Air units combat model : return to civ 2 model ?

Once again, as far as we can tell, units don't get killed from single actions in Civ5.

Heck, in Civ4, a fully healed airplane unit isn't shot down in a single action either.

In effect, you want more granularity. But more granularity means longer turns. And they are trying to cut down on the granularity of Civ unit management, especially in the modern era.

If an intercepted fighter loses a bounded amount of HP from a failed mission (against a given set of defences), and can act more than once per turn, then a single fighter can emulate to a high degree of accuracy the "there are 4 fighter units on a carrier", except you don't get 4 distinct units.

Given that you can emulate the behaviour of 4 units (with some obvious exceptions -- you cannot split the fighter into 4 units and send them to 4 different cities, or have 4 understaffed carriers, etc) with 1 fighter unit, what concerns remain?

Because, you can do that emulation. And it is already being done in previous versions of Civ, where a N fighters on a carrier doesn't represent N individual fighters.

Ah, so the fighter "unit" on a carrier would have four life bars and four action points (corresponding to four missions) and when one of these life bars is empty, it loses one action point? It's a Rube Goldberg machine of a unit.

How exactly does this cut down on the length of turns? You still have to order it to perform all four missions. Does that really save any time over ordering four separate units to perform one mission each? I don't think so, since Civ automatically jumps to the next unit when the current one has finished its move anyway.

Edit: Another thing you neglected to mention is the ability to hold units in reserve and shelter damaged ones. With four units on the carrier you can shelter three damaged ones and still carry out missions with the last one, something impossible with a single unit.
 
Ah, so the fighter "unit" on a carrier would have four life bars and four action points (corresponding to four missions) and when one of these life bars is empty, it loses one action point? It's a Rube Goldberg machine of a unit.

How exactly does this cut down on the length of turns? You still have to order it to perform all four missions. Does that really save any time over ordering four separate units to perform one mission each? I don't think so, since Civ automatically jumps to the next unit when the current one has finished its move anyway.

Edit: Another thing you neglected to mention is the ability to hold units in reserve and shelter damaged ones. With four units on the carrier you can shelter three damaged ones and still carry out missions with the last one, something impossible with a single unit.

Most of all, how does is this even remotely intuitive?
 
Accepting the 1upt of each domain/hex then would if be possible to 'base' up to 7 air units/carrier.1 and the other 6 on each adjacent hex?Pretending they refuel in hover mode or something...lmao.Even so then that falls back to Civ2 air combat where air units were 'flying' ground units not to mention gaining an extra hex of range.Would that then be applied to cities,airports,airfields and forts if it follows the PG model as everything else seems to.Point is if an aircraft carrier can only 'carry' 1 air unit its pointless so it needs 3,4,5 or 90 whatever embarked or as hover buddies to carry out multiple missions.
 
One issue with a single fighter on a carrier is with carrying out both strike missions and intercept missions simultaneously. If its only one aircraft unit, I'd like to be able to see if do strike and interception, or recon and interception.
 
You know guys, Panzer General had aircraft carriers. And those carriers could carry more than one aircraft.

The way the original got around this was that any aircraft that ended its turn NEXT to an aircraft carrier (or over it) got the refueling benefit. This allowed carriers to simultaneously refuel 7 aircraft.

In later games in the series (like Pacific General) I think you could "store" multiple aircraft in a carrier, and then bring them out/land them one at a time.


| About this task |
Transcribe the records that follow. Keep every word exactly, and drop the pictures.

(Beginning of Data provided)

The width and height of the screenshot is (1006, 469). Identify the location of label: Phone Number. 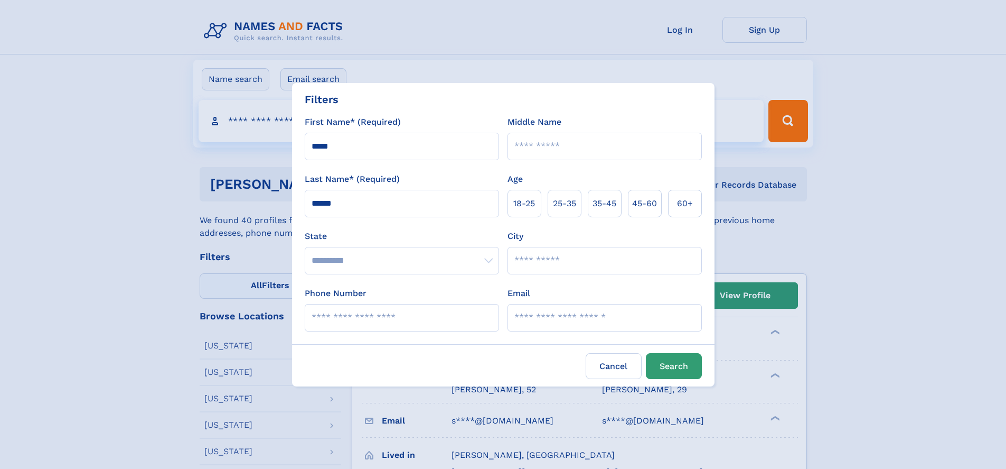
(335, 293).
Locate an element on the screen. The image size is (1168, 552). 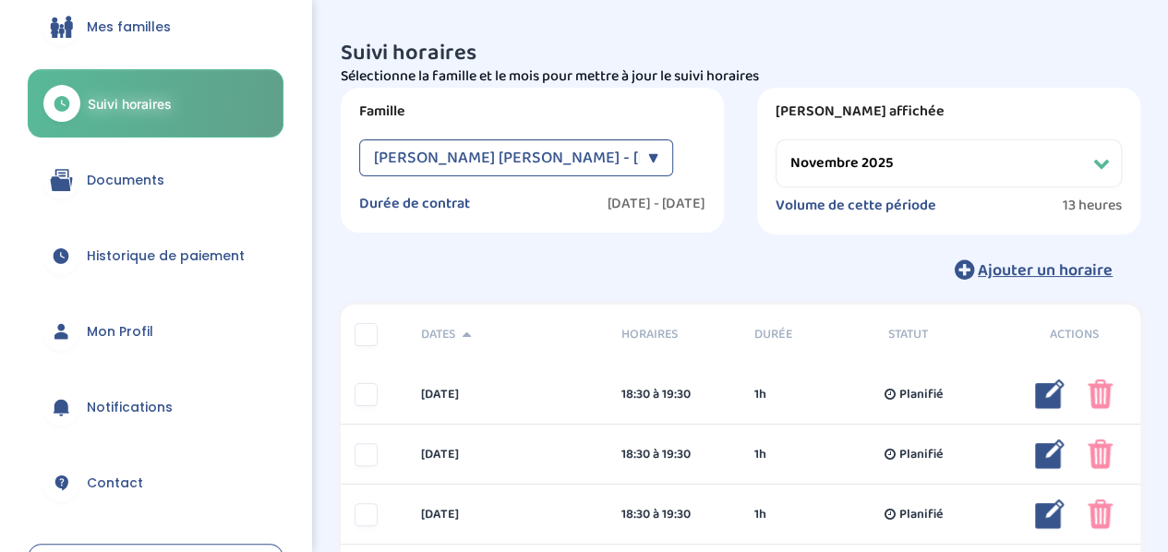
label: Volume de cette période is located at coordinates (856, 206).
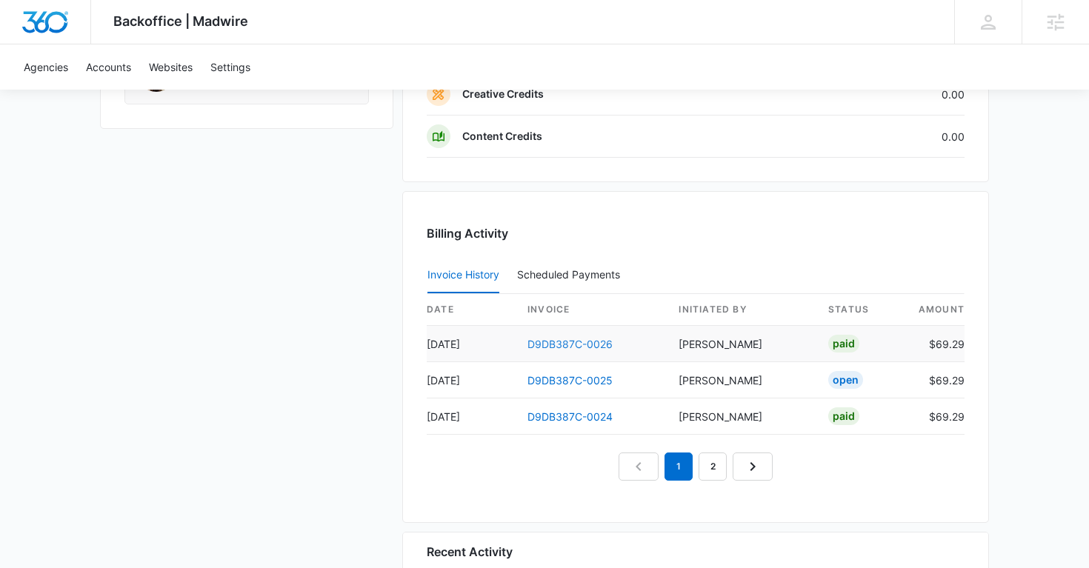 This screenshot has height=568, width=1089. Describe the element at coordinates (470, 552) in the screenshot. I see `h6: Recent Activity` at that location.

(End of Data provided)

| Reply to the task |
The width and height of the screenshot is (1006, 469). Identify the location of label: Phone Number. 
(335, 293).
Locate an element on the screen. The image size is (1168, 552). 
label: Volume de cette période is located at coordinates (856, 206).
 This screenshot has height=568, width=1089. Describe the element at coordinates (470, 552) in the screenshot. I see `h6: Recent Activity` at that location.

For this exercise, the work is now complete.